Ukraine's PrivatBank reports record high jump in net profit amid de-nationalisation crisis

Ukraine's PrivatBank reports record high jump in net profit amid de-nationalisation crisis
Ukrainian oligarch Ihor Kolomoisky claims the state illegally nationalised Privatbank and is fighting in court to have it returned / wiki
By bne IntelliNews October 9, 2019

Ukraine's largest lender PrivatBank, nationalised in late 2016, has reported a five-fold year-on-year jump in net profit to UAH27.4bn ($1.1bn) in January-September., as a court in Kyiv delayed its verdict on whether to return the bank to its former owner. 

The result is a new record high for the bank and Ukraine’s banking system, according to the bank's statement e-mailed to bne IntelliNews on October 9.

PrivatBank's net commission income stood at UAH13.3bn and net interest income at around UAH14.7bn.

Since the bank’s nationalisation a new management team has been put in place that has been cleaning up the balance sheet. The first task was to separate out all the “fraud loans,” as the new Privatbank CFO Anna Samarina described them to bne IntelliNews in an exclusive interview in June.
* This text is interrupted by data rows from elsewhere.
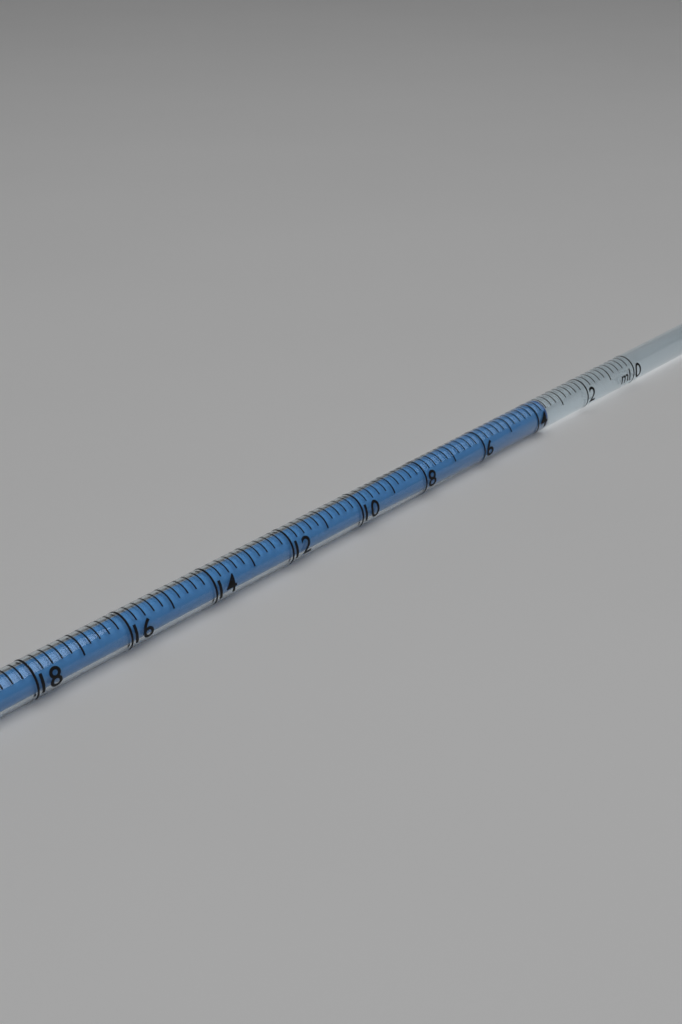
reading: 3.6 ml
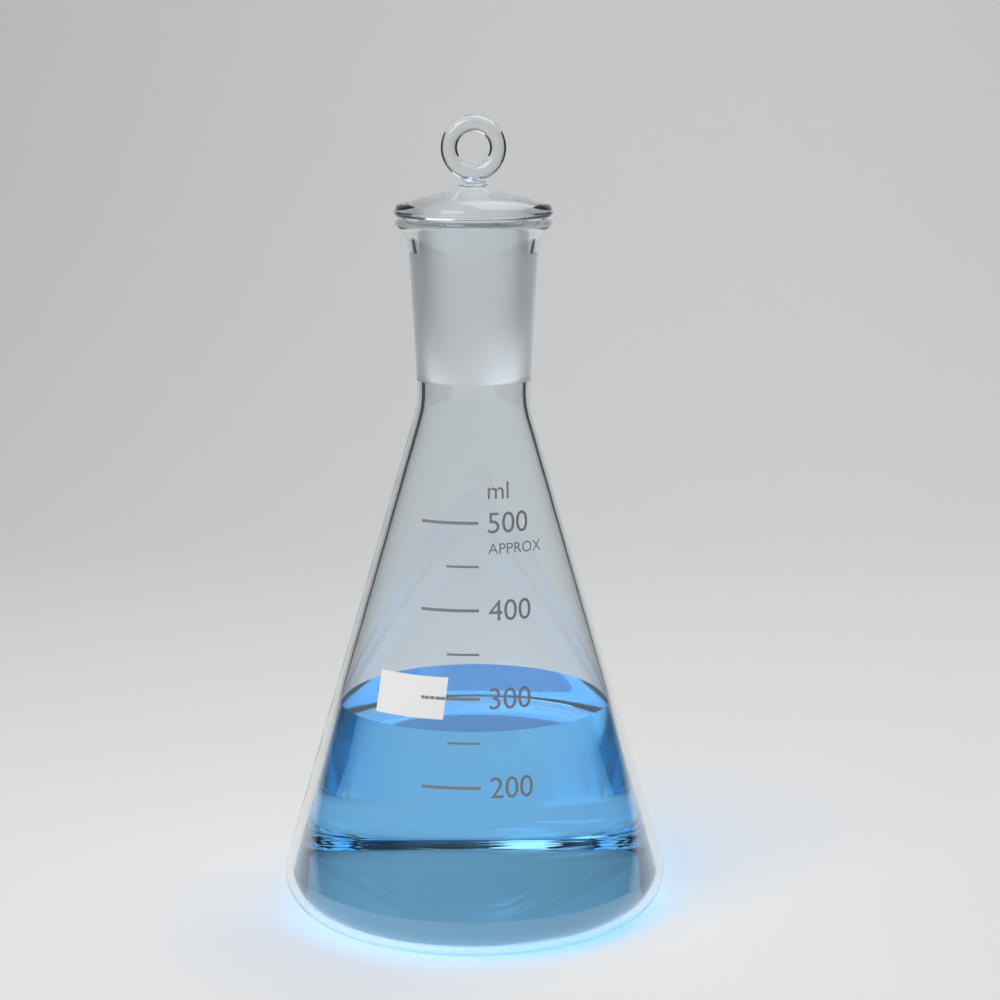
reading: 260 ml
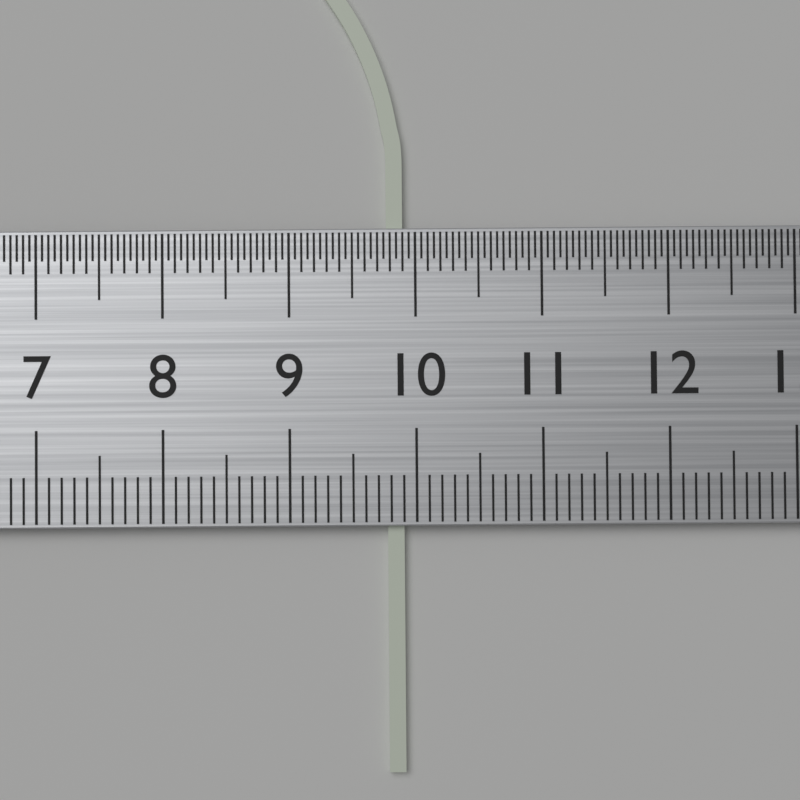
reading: 9.9 cm
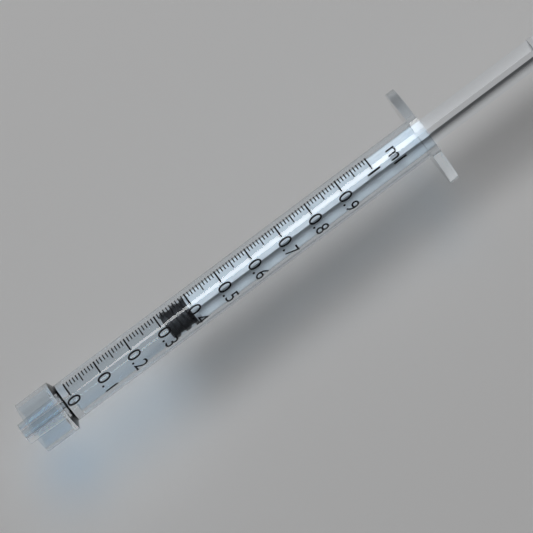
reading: 0.31 ml
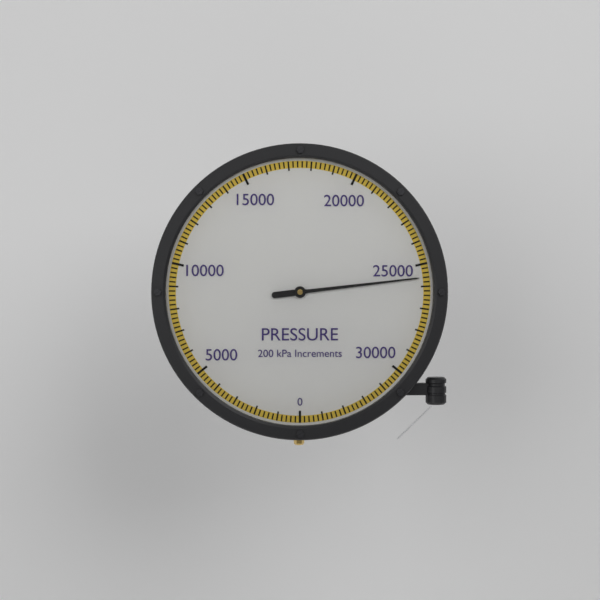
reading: 25600 kPa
The bank’s new management and former governor of the National Bank of Ukraine (NBU) Valaria Gontareva told bne IntelliNews in separate interviews that the former owners lead by oligarch Ihor Kolomoisky looted UAH200bn from the bank, or $7.6bn, not the $5.5bn that is still widely reported.

Despite threats of legal action, Kolomoisky has returned none of this money and indeed is demanding the state pay him $2bn in compensation for nationalising his bank.

While the bank has been put back into profit and is running normally, those non-performing loans (NLPs) continue to weight on the bank’s balance sheet. The Ukrainian banking sector continues to suffer from high NPL ration but as the sector as a whole has returned to profit banks have started retiring bad debt and the sector’s aggregate NPL ratio fell to below 50% for the first time. However, as Kolomoisky has returned none of the money he siphoned out of Privatbank continues to have the highest NPL ratio in the sector with 80.92% of its debt in arrears, down slightly from September last year’s 84.2%.

Kolomoisky’s case against Privatbank delayed

In the meantime Kolomoisky continues to attack the bank in court. The nationalisation of Privatbank was a condition of the International Monetary Fund (IMF) help, but Ukrainian president Volodymyr Zelenskiy continuing silence on the issue of a potential denationalisation of the bank has unsettled investors and the Fund, which left Kyiv in September without signing off on a new deal, citing worries over PrivatBank’s future and the guarantees of the central bank’s independence as the cause.

A new case brought by Kolomoisky against the bank was due to be heard on October 9, but the Kyiv Economic Court has delayed the verdict on the claim by Kolomoisky against the nationalisation of PrivatBank to October 17, the bank's legal adviser Andriy Pozhydayev told Interfax after the court concluded primary hearing on the case on October 8.

The court upcoming debates on the case will resume on October 17 announce which it is expected to deliver its ruling. According to lawyers of the National Bank of Ukraine (NBU), the court refused to open the debates to the public, which are being held behind closed doors, citing the sensitive content of banking secrets being disclosed.

In this case, the court is studying Kolomoisky’s appeal and that of Cypriot company Triantal Investments (both are former shareholders of the bank) to recognise as invalid a sales-purchase agreement between the former shareholders and the Finance Ministry concluded on December 21, 2016 that is the basis of the nationalisation.

In April, the Kyiv Administrative Court ruled upon hearing an appeal by former co-owner of the bank Ihor Kolomoisky that the procedure whereby the state participates in resolving the insolvent PrivatBank was out of compliance with applicable laws.

The same day, the court ruled for the cancellation of the NBU's resolution determining a list of related parties of PrivatBank. That resolution listed the legal entities that fell under the bank's bail-in procedure - which involved the writing down of $1.1bn of the bank’s liabilities (including $550mn in Eurobonds).

The bail-in followed the recognition of PrivatBank's insolvency and preceded its nationalization in December 2016. The court ruling was based on a claim filed by its former key shareholder, Kolomoisky, and his related entity, Triantal Investments Ltd.

The decision grants former PrivatBank shareholders the ability to reclaim their funds that were bailed in during the nationalisation, the NBU stated, stressing that it was a first-tier court ruling and therefore doesn't take immediate effect. The NBU has promised to appeal the ruling.

Kolomoisky returned to Ukraine on May 16 from Israel, ending an absence in Ukraine that began in June 2017. On May 12, another former co-owner of PrivatBank, Gennady Bogolyubov, also returned to Ukraine from Israel.